What a couple of weeks! I'm suffering from complete information and inspiration overload from SXSW and OSCMS. Hopefully I'll eventually find the time to finish the posts I started during SXSW, but for now you'll have to settle for this rant about moving the Drupal Handbooks to wikis and seperating them from the general forums and issues.
My presentation about teaching non-developers enough development to understand database driven web design went well, but I was competing against some sessions for an audience I would have rather been at so I was talking to a small group of primarily designers. There is real feeling of frustration being expressed by the designers who attended OSCMS that there isn't good Drupal documentation for designers. I started talking to Steven Peck about the need to have different handbooks for different user groups and that the community has out grown the one size fits all Handbook. Steven wasn't opposed to this, but I didn't get to ask my follow up which is why isn't the Handbook a wiki?
The information about TinyMCE in the Handbook isn't that great and is difficult to find using Drupal's search. One suggestion was to use the advanced search options available on Drupal.org and limit the search to books. I can do that, but it is ridiculous to expect new users to deal with that.
A Google Search for "drupal tinymce handbook" gets me the content I'm looking for, but the content itself is outdated, poorly written, and I don't have premission to update it. I'm guessing if I asked Steven for permissions he'd give it to me, but how many edits would be suggestd to Wikipedia if you had to ask to make an edit. Users try to update the content in the comments, but that is difficult to follow.

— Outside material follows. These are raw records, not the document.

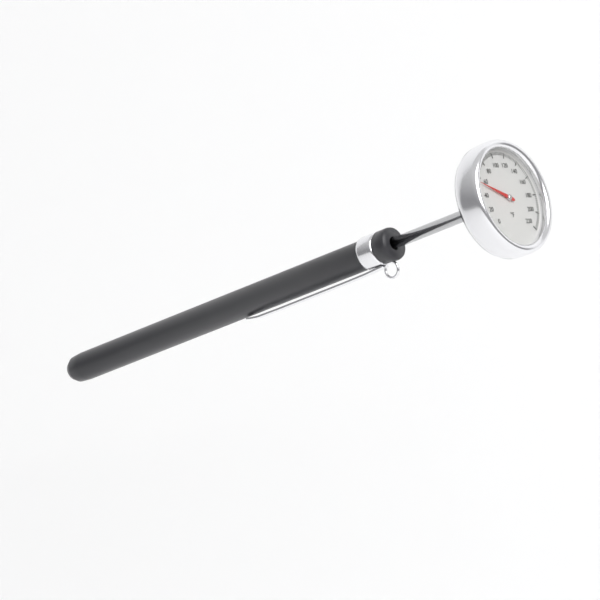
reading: 54 °F
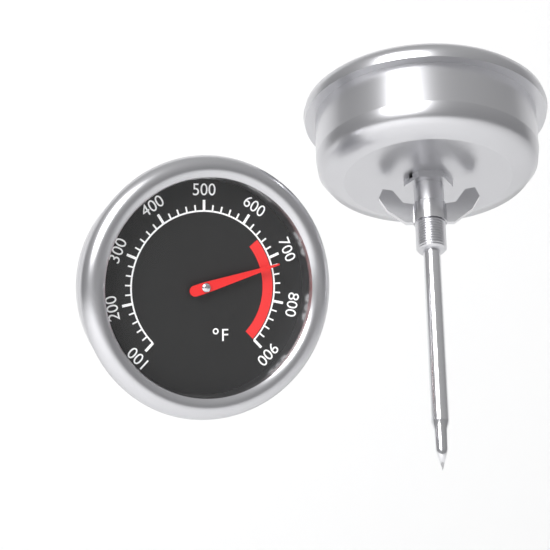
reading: 720 °F
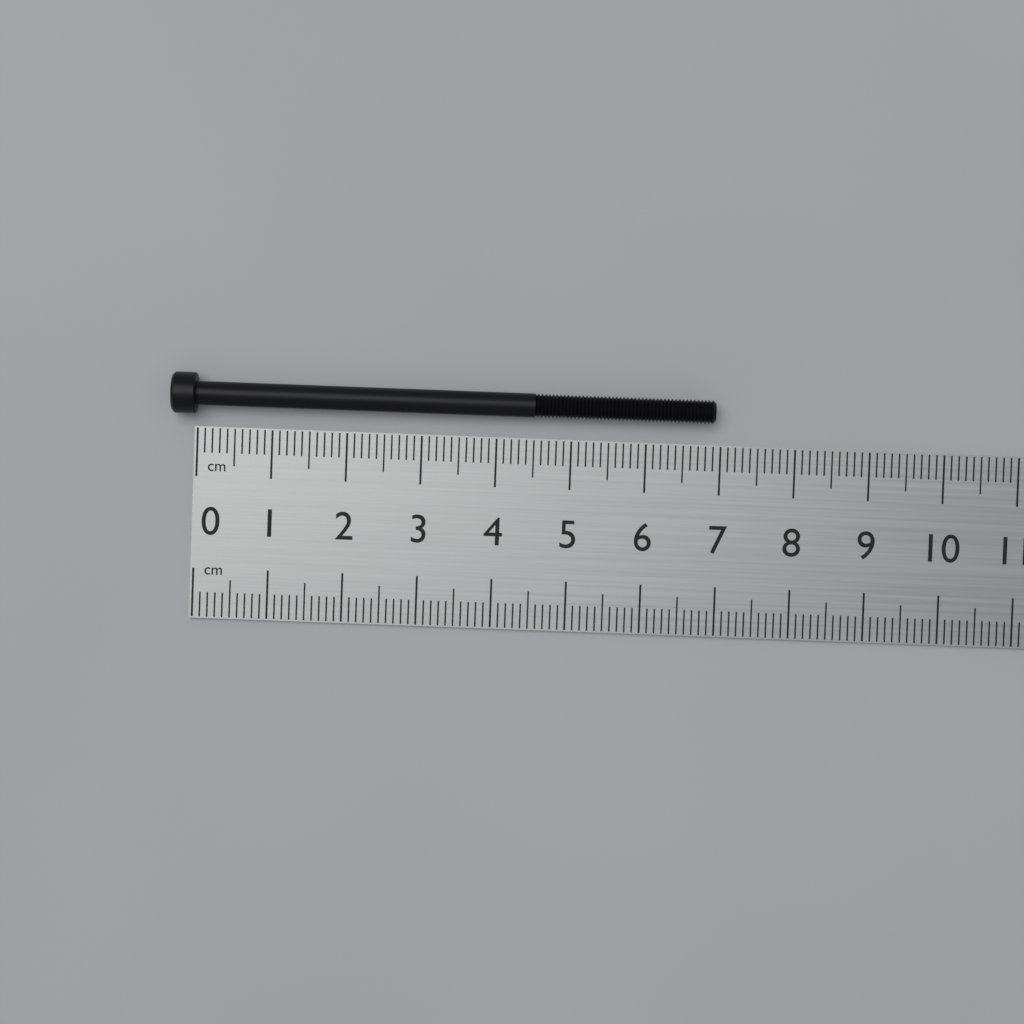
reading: 6.9 cm
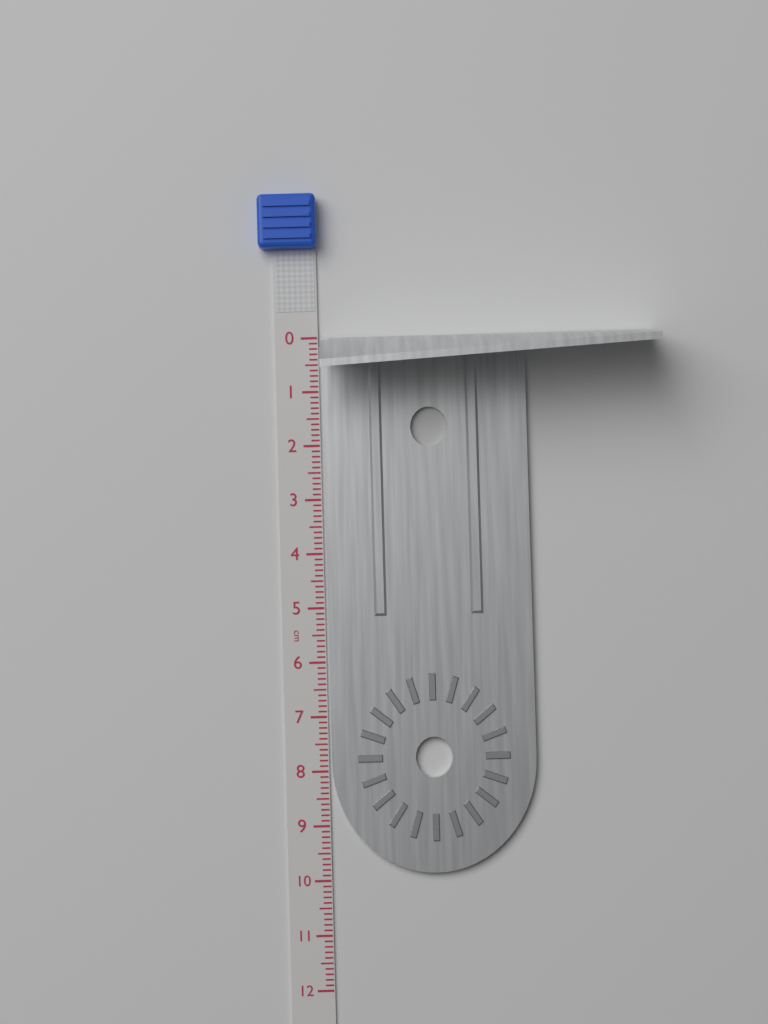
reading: 9.9 cm
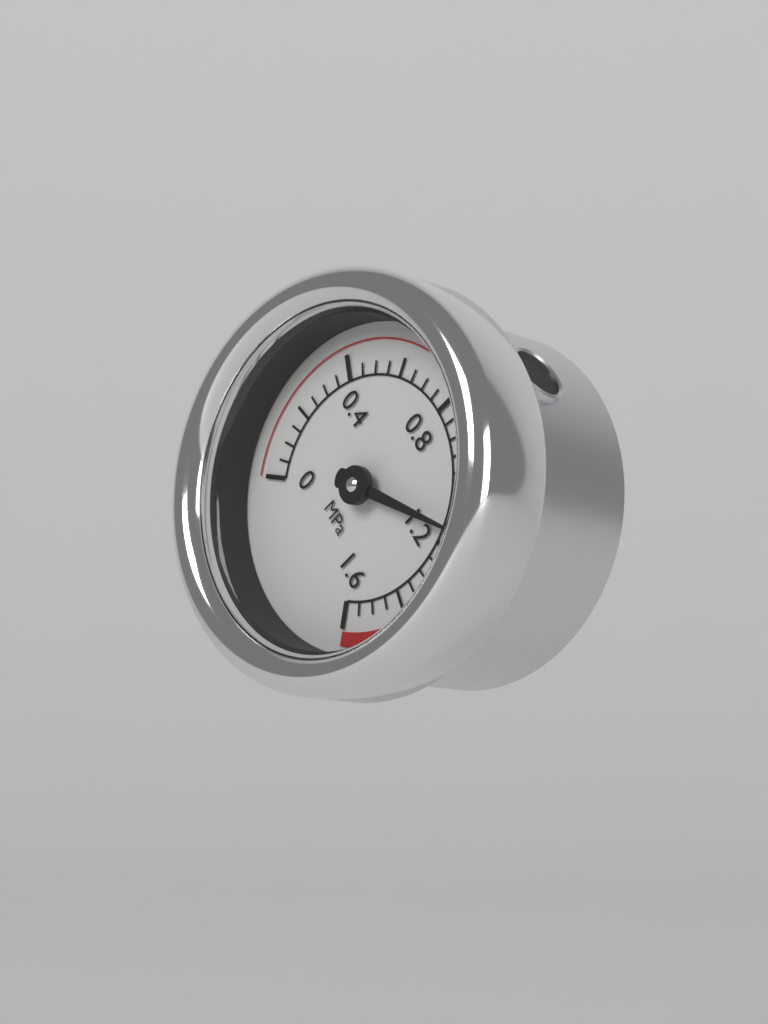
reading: 1.15 MPa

I would really like to see non developer documentation in seperate handbook that doesn't link to every other page of documentation ever written. It's just overwhelming to new users.
When a user searches for "tinymce" on Drupal.org, they get results that appear to be completely random...
Page after page of Forum Topics from users needing support. I simply don't have time to monitor the general Forum for TinyMCE specific questions. Can someone explain why every project doesn't have it's own support forum?
Finally on page 6 you actually find some documentation. A book page about "Customising the full page layout and sections based on path" Dublin Drupaller wrote in 08/09/2006.
This whole process seems completely unintuitive to me...
I'd really like to see a wiki version of the seperated from the rest of Drupal.org and with their own search to a site like handbooks.drupal.org. The we should define some basic user type taxonomy and write support documentation specific to those audiences. There is already an effort to create developer documentation for new developers in the Google SoC program who need to get up to speed quickly that is outside of the Handbooks. The Dojo efforts are also outside of the Handbooks. I think both of these efforts would be more helpful to more people if the Handbook framework was changed.
During Julian's Tschannen session he talked about his effort to get diff module included in core. I think transitioning hanbooks to wikis on a new handbooks.drupal.org would be a great way to make happen.